Competing on Analytics Symposium: A Field Report

I should've posted this a while back, but forgot. Hey, I'm human. That said, let's explore what all the fuss was about...

Trendpointe's Roger Meyer reports on the recent Competing on Analytics Symposium presented by Harvard Business School Press. He says that BI is evolving- from technology to strategy to brand attribute!

"The net takeaway of the symposium - aside from the lesson that if you can afford to hold an affair at the Metropolitan Club, you should - is that analytics can make a difference. The big remaining question is this: How far into the organization can you reasonably expect an analytics strategy to penetrate before running into a wall of resistance from people who just don't get it?"

The "Quick Takes" sidebar of Meyer's article contains a gem from Irving "Bubba" Tyler, the former CIO of Quaker Chemical: "I do have a problem with companies that miss the opportunity to use BI as part of their everyday process," he said. "You don't have to be a rocket scientist to contribute small but important incremental improvements.

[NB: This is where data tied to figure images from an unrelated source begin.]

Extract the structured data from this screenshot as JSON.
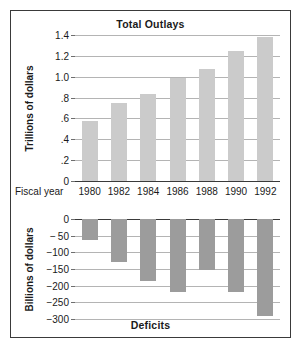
{
  "figure": {
    "x_axis_caption": "Fiscal year",
    "years": [
      "1980",
      "1982",
      "1984",
      "1986",
      "1988",
      "1990",
      "1992"
    ],
    "bar_color_outlays": "#cbcbcb",
    "bar_color_deficits": "#9c9c9c",
    "grid_color": "#b4b4b4",
    "axis_color": "#3a3a3a",
    "border_color": "#3a3a3a",
    "background": "#ffffff"
  },
  "chart_data": [
    {
      "type": "bar",
      "title": "Total Outlays",
      "xlabel": "Fiscal year",
      "ylabel": "Trillions of dollars",
      "categories": [
        "1980",
        "1982",
        "1984",
        "1986",
        "1988",
        "1990",
        "1992"
      ],
      "values": [
        0.58,
        0.75,
        0.83,
        0.99,
        1.07,
        1.25,
        1.38
      ],
      "ylim": [
        0,
        1.4
      ],
      "yticks": [
        0,
        0.2,
        0.4,
        0.6,
        0.8,
        1.0,
        1.2,
        1.4
      ],
      "ytick_labels": [
        "0",
        ".2",
        ".4",
        ".6",
        ".8",
        "1.0",
        "1.2",
        "1.4"
      ],
      "grid": true,
      "legend": "none",
      "orientation": "vertical",
      "direction": "up"
    },
    {
      "type": "bar",
      "title": "Deficits",
      "xlabel": "Fiscal year",
      "ylabel": "Billions of dollars",
      "categories": [
        "1980",
        "1982",
        "1984",
        "1986",
        "1988",
        "1990",
        "1992"
      ],
      "values": [
        -62,
        -128,
        -185,
        -218,
        -152,
        -218,
        -290
      ],
      "ylim": [
        -300,
        0
      ],
      "yticks": [
        0,
        -50,
        -100,
        -150,
        -200,
        -250,
        -300
      ],
      "ytick_labels": [
        "0",
        "− 50",
        "−100",
        "−150",
        "−200",
        "−250",
        "−300"
      ],
      "grid": true,
      "legend": "none",
      "orientation": "vertical",
      "direction": "down"
    }
  ]
}
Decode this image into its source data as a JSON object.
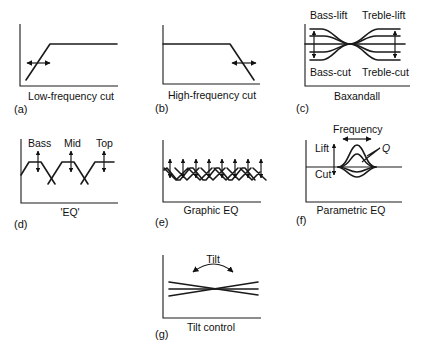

Every individual in a company is already making decisions."

Jim Davis, the chief marketing officer of SAS tells Meyer not to expect "analytics to march "out of the backroom and into the boardroom" in the next couple of months. "But the strategic power of business intelligence is more and more in the forefront of executive thinking -- even if they don't fully understand it."

Davis' view is that "we need to push out information to the greatest number of users in an organization and create a culture that bases strategy on fact-based decisioning." He suggests the creation of Business Intelligence Competency Centers which function as a central location and collective memory for driving and supporting an enterprise-wide information strategy, coordinating current efforts, and ensuring that information and best practices are shared throughout the organization.

Like any initiative requiring behavioral change, BI "implementations" are going to succeed or fail based on the human factor. As Laurence Haughton might say, you gotta get around the CAVE people.

BTW, another report on the symposium comes to us from the good people at BI Review. Read all about how P&G got analytics!